Daily News and Commentary
INTRODUCING The Forum
The media critic A.J. Liebling observed long ago that the press “is the weak slat under the bed of democracy.” In the great antidemocratic retrenchment we are now living through, not only is that slat poised to buckle; the bed itself is on fire. Unchecked disinformation fuels toxic delusions of global conspiracy and ethnonationalist paranoia, and centuries-old narratives of racialized impunity and violence attract online followings keen to discredit and overthrow the core principles of multiracial democracy.
Our existing media ecosystem continues blithely treating all this as a series of scarcely related piecemeal developments, and reflexively consigns each new element of the reassertion of antidemocratic racial power to the comfortable, numbing template of both-sidesist orthodoxy. Ever since one of our major parties began descending into racialized and antidemocratic political violence, this zombified press consensus acts as though this is but one more rational political choice, to be weighed for costs and benefits, and assessed on an undeviating grid of news-cycle wins and losses. The result is a full-on Weimar parody of public discourse in deliberative democracy. Operating in its thrall, our press ensures that overt campaigns of racial exclusion and antidemocratic seizures of power get miniaturized into performative and ephemeral talking points, treated as inconsequential attack-ad rhetoric, and flattened out into the fodder of daily political news coverage and Beltway-grade gossip.
At the African American Policy Forum, we’ve gained painful firsthand experience in this destructive discourse of normalization. We’ve fought back hard as unhinged attacks on critical race theory and efforts to ban the teaching of our actual racial past have gained traction in the daily news cycle. We’ve organized to counter and refute outrageous agitprop claims, censorship campaigns and organized hatemongering—and seen at the same time how the mainstream press mischaracterizes these efforts to revive American apartheid as expressions of respectable positions in reasoned political debate. We’ve all seen this movie before—going back to the vicious caricatures of Black political activism at the heart of the Redemptionist era, and the false narratives of endangered white impunity that fueled the rise of Jim Crow and the backlash against the civil rights revolution.

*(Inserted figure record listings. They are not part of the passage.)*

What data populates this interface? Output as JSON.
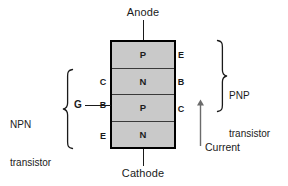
{
  "diagram": {
    "background_color": "#ffffff",
    "layer_fill_color": "#c9c9c9",
    "line_color": "#1a1a1a"
  },
  "terminals": {
    "anode": "Anode",
    "cathode": "Cathode",
    "gate": "G"
  },
  "layers": [
    {
      "material": "P",
      "left_label": "",
      "right_label": "E"
    },
    {
      "material": "N",
      "left_label": "C",
      "right_label": "B"
    },
    {
      "material": "P",
      "left_label": "B",
      "right_label": "C"
    },
    {
      "material": "N",
      "left_label": "E",
      "right_label": ""
    }
  ],
  "annotations": {
    "npn": {
      "line1": "NPN",
      "line2": "transistor"
    },
    "pnp": {
      "line1": "PNP",
      "line2": "transistor"
    },
    "current": "Current"
  }
}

That’s why we’re launching The Forum—a daily site of news and commentary published by the African American Policy Forum. Throughout the past five years of racial retrenchment and antidemocratic backlash, latter-day Redemptionists have exploited the blind-spots, timidity and historical amnesia afflicting the mainstream media to propagate their own narratives of white grievance and herrenvolk rule. The Forum is dedicated to blocking this bad-faith authoritarian putsch every place it may surface—from the conspiracy-addled corners of social media to the highest reaches of conservative power, and everywhere in between. The Forum is also committed to defending democratic values, economic equity, and racial inclusion against the rising tide of authoritarian bigotry and hatred and anti-intellectual reaction. As our name shows, we are also dedicated to the true virtues of open inquiry, inclusion, and fair play—and we likewise repudiate the recursive, self-deconstructing crusades against phantom menaces such as “cancel culture” and “the woke academy.” The stakes involved in defending and sustaining substantive intellectual freedom—like the freedom to speak openly and think deeply about our racial past and its legacies, while encouraging our students to do likewise—are far too great to continue indulging the same hoary refrains of white grievance politics delivered in a highbrow register. In the tradition of freedom-loving journalists everywhere, we aim to call things by their true names—and to fight for the civic truths and social-democratic mandates that our democracy clearly cannot live without.
The Forum's new stand-alone site is now live! New and past reportage and commentary from The Forum can now be found at forummag.com.